Cashing in on Cleaner Woodstoves

A new program is trying to get people with old wood burning stoves toupgrade to less polluting ones. The Great Lakes Radio Consortium’sLester Graham reports… government agencies and the private sector areworking together on the project:

Transcript

A new program is trying to get people with old wood burning stoves to
upgrade to less polluting ones. The Great Lakes Radio Consortium’s Lester
Graham reports… government agencies and the private sector are working
together on the project.


The EPA says a clean-burning stove can reduce wood smoke emissions by up
to 85-percent. Since hundreds of thousands of homeowners in the Great
Lakes region burn wood to heat their houses. New stoves could reduce wood
smoke emissions dramatically. Many of those homeowners bought their stoves
before 1992 when more efficient and less polluting models hit the market.
That’s why Environment Canada, the U.S. Environmental Protection Agency and
several state environmental agencies are co-sponsoring a program that takes
an old stove or fireplace insert as a trade-in for some pretty substantial
discounts. Up to three-hundred dollars. The new stoves burn wood more
completely, so not as much wood is needed to produce the same amount of
heat. And the steel in the old stoves is recycled. The program, called
the “Great Wood Stove and Fireplace Changeout” is handled at the retail
level and runs through the end of April.
For the GLRC, this is Lester Graham.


### TASK TO COMPLETE
Set every entry below down once more, exactly as it stands, without images.

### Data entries

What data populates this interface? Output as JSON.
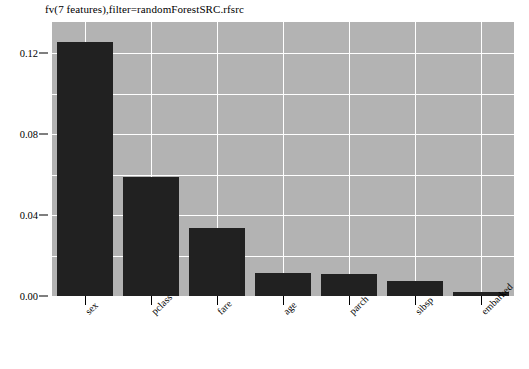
{
  "chart_data": {
    "type": "bar",
    "title": "fv(7 features),filter=randomForestSRC.rfsrc",
    "xlabel": "",
    "ylabel": "",
    "categories": [
      "sex",
      "pclass",
      "fare",
      "age",
      "parch",
      "sibsp",
      "embarked"
    ],
    "values": [
      0.1254,
      0.0588,
      0.0336,
      0.0114,
      0.0109,
      0.0074,
      0.002
    ],
    "ylim": [
      0.0,
      0.1353
    ],
    "y_ticks": [
      0.0,
      0.04,
      0.08,
      0.12
    ],
    "y_tick_labels": [
      "0.00",
      "0.04",
      "0.08",
      "0.12"
    ],
    "y_minor_ticks": [
      0.02,
      0.06,
      0.1,
      0.14
    ],
    "grid": true,
    "legend": null,
    "bar_color": "#212121",
    "panel_color": "#b3b3b3",
    "grid_color": "#ffffff",
    "background_color": "#ffffff"
  }
}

### REPLY TO THE TASK
What data populates this interface? Output as JSON.
{
  "chart_data": {
    "type": "bar",
    "title": "fv(7 features),filter=randomForestSRC.rfsrc",
    "xlabel": "",
    "ylabel": "",
    "categories": [
      "sex",
      "pclass",
      "fare",
      "age",
      "parch",
      "sibsp",
      "embarked"
    ],
    "values": [
      0.1254,
      0.0588,
      0.0336,
      0.0114,
      0.0109,
      0.0074,
      0.002
    ],
    "ylim": [
      0.0,
      0.1353
    ],
    "y_ticks": [
      0.0,
      0.04,
      0.08,
      0.12
    ],
    "y_tick_labels": [
      "0.00",
      "0.04",
      "0.08",
      "0.12"
    ],
    "y_minor_ticks": [
      0.02,
      0.06,
      0.1,
      0.14
    ],
    "grid": true,
    "legend": null,
    "bar_color": "#212121",
    "panel_color": "#b3b3b3",
    "grid_color": "#ffffff",
    "background_color": "#ffffff"
  }
}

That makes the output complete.